Lemonade Finance raises $725k pre-seed financing to change cross-border financial services for Africans abroad.
Lemonade solves a problem that Africans in the diaspora face: sending and receiving money from their home countries in efficient, affordable, and fast ways.
Lemonade Finance, a startup that allows Africans abroad to send and receive money from home, has raised $725k in pre-seed funding. The American startup accelerator, YCombinator, and Venture Capital firms, Microtraction, Ventures Platform, and Acuity Venture Partners funded the pre-seed round along with involvement from several other individual investors.
Lemonade solves a problem that Africans in the diaspora face: sending and receiving money from their home countries in efficient, affordable, and fast ways.
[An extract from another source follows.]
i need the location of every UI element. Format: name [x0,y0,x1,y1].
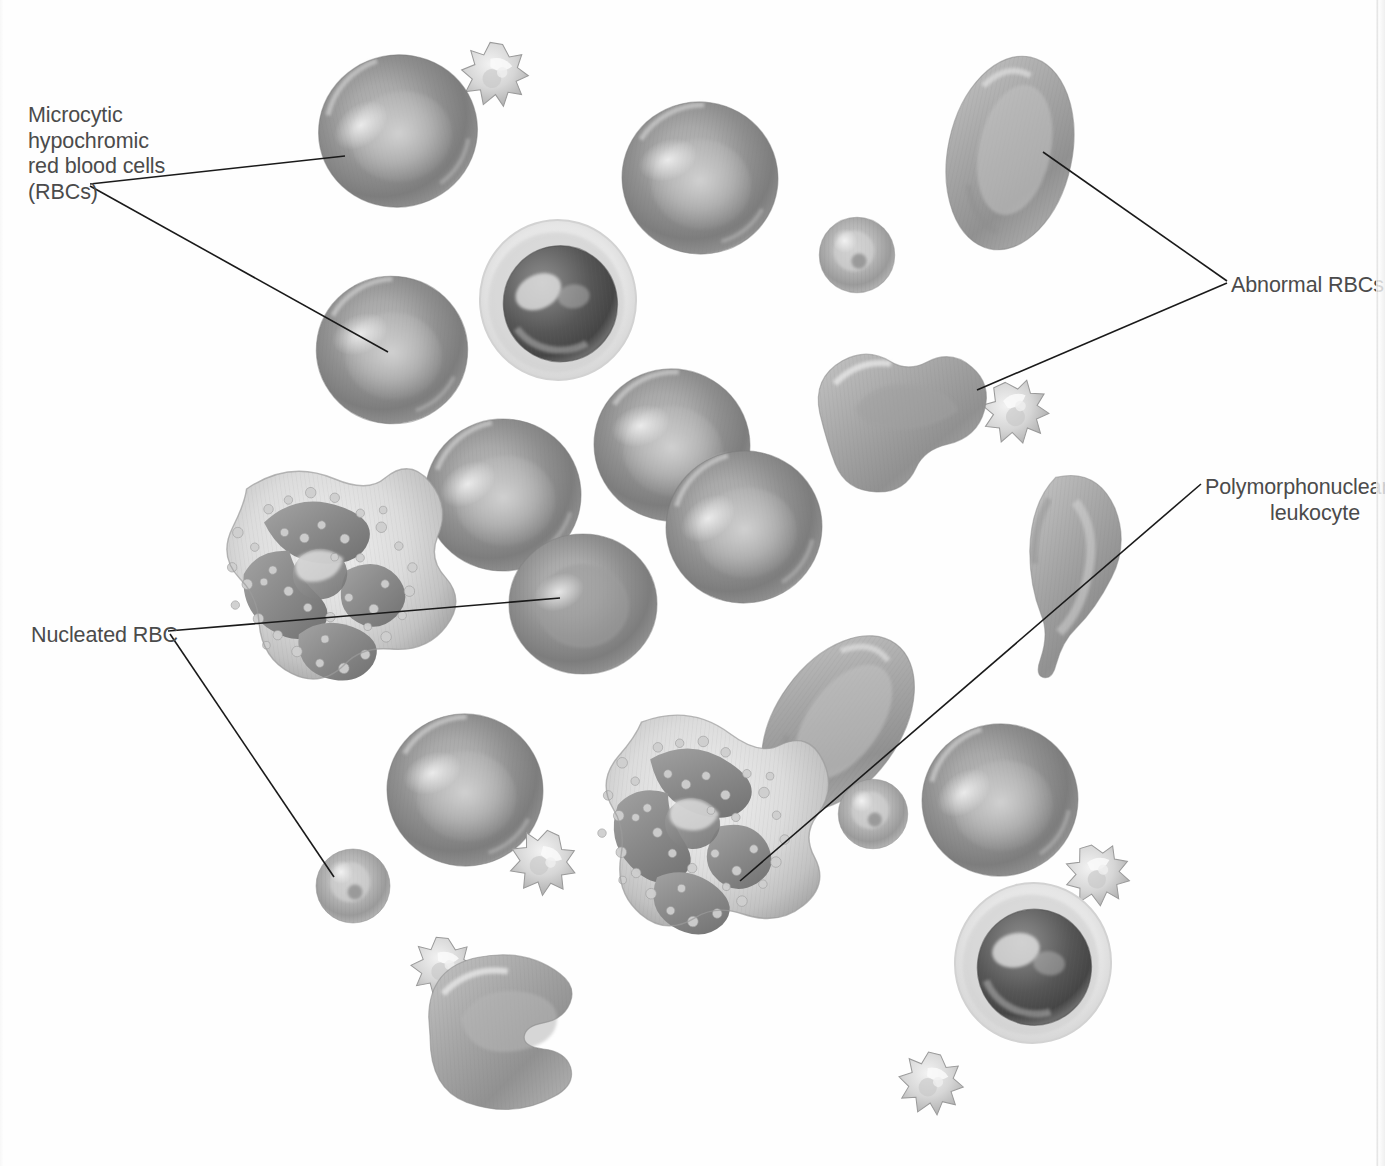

The existing remittance options, some of which are led by big players, are not nimble enough. For instance, many Africans abroad own businesses back home and need to hold money in two currencies. They also need to move such funds quickly, sometimes for needs and purposes that are urgent.
This is where Lemonade differentiates itself, with an app that lets users hold their balances in the currencies that matter to them. A Nigerian user of Lemonade in the U.K can hold the Pound Sterling and the Nigerian Naira, easily converting one to the other. Users can also transfer the money back and forth from Nigeria without needing to wait days.
The startup’s co-founders, Ridwan Olalere and Rian Cochran say that this flexibility is intentional and has been at the core of the team’s thinking in building the app. Ridwan told (whatever publication), “Before Lemonade, international money transfers that should take minutes took days.
Those are hours of stress and anxiety for you and your family while your money is stuck in transit. It also makes it difficult for many Africans abroad, who own businesses, to keep those ventures running. The Lemonade app solves all that, with great rates and instant transfers across borders; it’s a game-changer for the African diaspora.”
That promise of efficiency resonates with users in Canada. With proven service, Lemonade Finance is also setting its sights on Africans in the U.K, who also need to jump through hoops to send and receive money from home. There are also reports of an expansion to Ghana, although the timeline remains unknown.
Away from funding, two of the company’s investors, Microtraction and Ventures Platform, say they’re confident of the critical nature of Lemonade’s solution. According to Dayo Koleowo, Managing Partner at Microtraction, “Lemonade’s solution is very timely. As a multi-currency financial service provider, they make it easy for the African diaspora to send and receive money from their new country of residence, which is remarkable. We believe Rian and Ridwan have the technical and financial know-how to provide the number 1 cross-border Neobank for Africans in diaspora.”
Kayode Oyewole, a partner at Ventures Platform, said, "We are excited to back Ridwan, Rian and the Lemonade team, who have built a compelling financial product to serve the more than 100 million African diaspora, who today have limited access to great financial products. The founders are rockstars with deep experience building and scaling products to reach millions of users."